Iran interred Thursday its late president at the holiest site for Shiite Muslims in the Islamic Republic, a final sign of respect for a protege of Iran's supreme leader killed in a helicopter crash earlier this week.
President Ebrahim Raisi's burial at the Imam Reza Shrine in Mashhad cappped days of processionals through much of Iran, seeking to bolster the country's theocracy after the crash that killed him, the country's foreign minister and six others.
However, the services did not draw the same crowds as those who gathered for services for Revolutionary Guard Gen. Qassem Soleimani in 2020, slain by a U.S. drone strike in Baghdad.
It's a potential sign of the public's feelings about Raisi's presidency during which the government harshly cracked down on all dissent during protests over the 2022 death of Mahsa Amini in police custody.
Thursday morning, thousands in black gathered along a main boulevard in the city of Birjand, Raisi's hometown in Iran's South Khorasan province along the Afghan border.
A semitruck bore his casket down the street, with mourners reaching out to touch it and tossing scarves and other items to be placed against it for a blessing. A sign on the truck read: "This is the shrine.”
Hours later, Raisi's casket arrived in Mashhad. He was buried at the Imam Reza Shrine, where Shiite Islam's 8th imam is buried. The region has long been associated with Shiite pilgrimage. A hadith attributed to Islam's Prophet Mohammad says anyone with sorrow or sin will be relieved through visiting there.
Raisi became the first top politician in the country to be buried at the shrine, which represents a major honor for the cleric.
The death of Raisi, Foreign Minister Hossein Amirabdollahian and six others in the crash on Sunday comes at a politically sensitive moment for Iran, both at home and abroad.
Raisi, who was 63, had been discussed as a possible successor to Iran’s supreme leader, the 85-year-old Khamenei. None of Iran’s living past presidents – other than Khamenei, who was president from 1981 until 1989 – could be seen in state television footage of Wednesday’s prayers. The authorities did not explain their apparent absence.
Iran has set June 28 as the next presidential election.

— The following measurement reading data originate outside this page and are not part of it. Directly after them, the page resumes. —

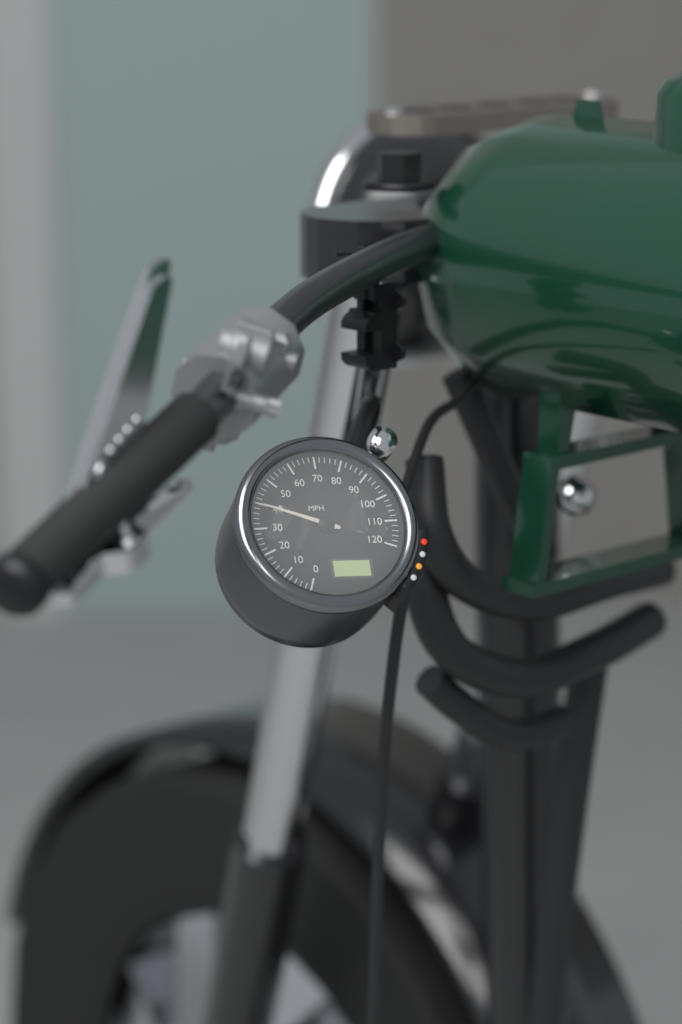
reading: 40 MPH
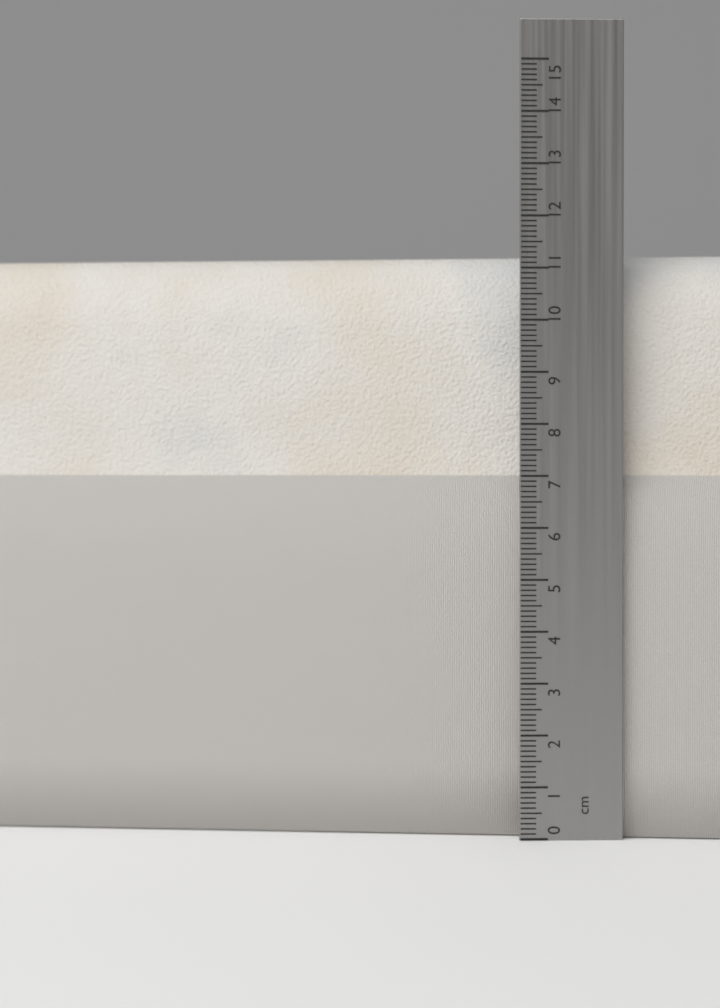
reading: 11.3 cm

For now, there’s no clear favorite for the position among Iran’s political elite – particularly no one who is a Shiite cleric, like Raisi.
Acting President Mohammad Mokhber, a relatively unknown first vice president until Sunday's crash, has stepped into his role and even attended a meeting between Khamenei and Hamas leader Ismail Haniyeh on Wednesday.
State media circulated photos Thursday showing a meeting between Iran's paramilitary Revolutionary Guard chief and the head of its expeditionary Quds Force and representatives from Hamas, Lebanon's Hezbollah and Yemen's Houthi rebels.
That's another sign of Iran's government's commitment to those armed groups against its rivals, Israel and the United States.
Meanwhile, former Foreign Ministers Mohammed Javad Zarif and Ali Akbar Salehi and other dignitaries paid respects to Amirabdollahian at Iran's Foreign Ministry, where his casket was put on display.
His body was later interred in Shahr-e Rey just outside of Tehran at the Abdol Azim shrine, another final resting place for those famed in Persian history.
"Give Soleimani our greetings," a religious singer said as Amirabdollahian's body was placed inside its final resting place, referring to the slain general.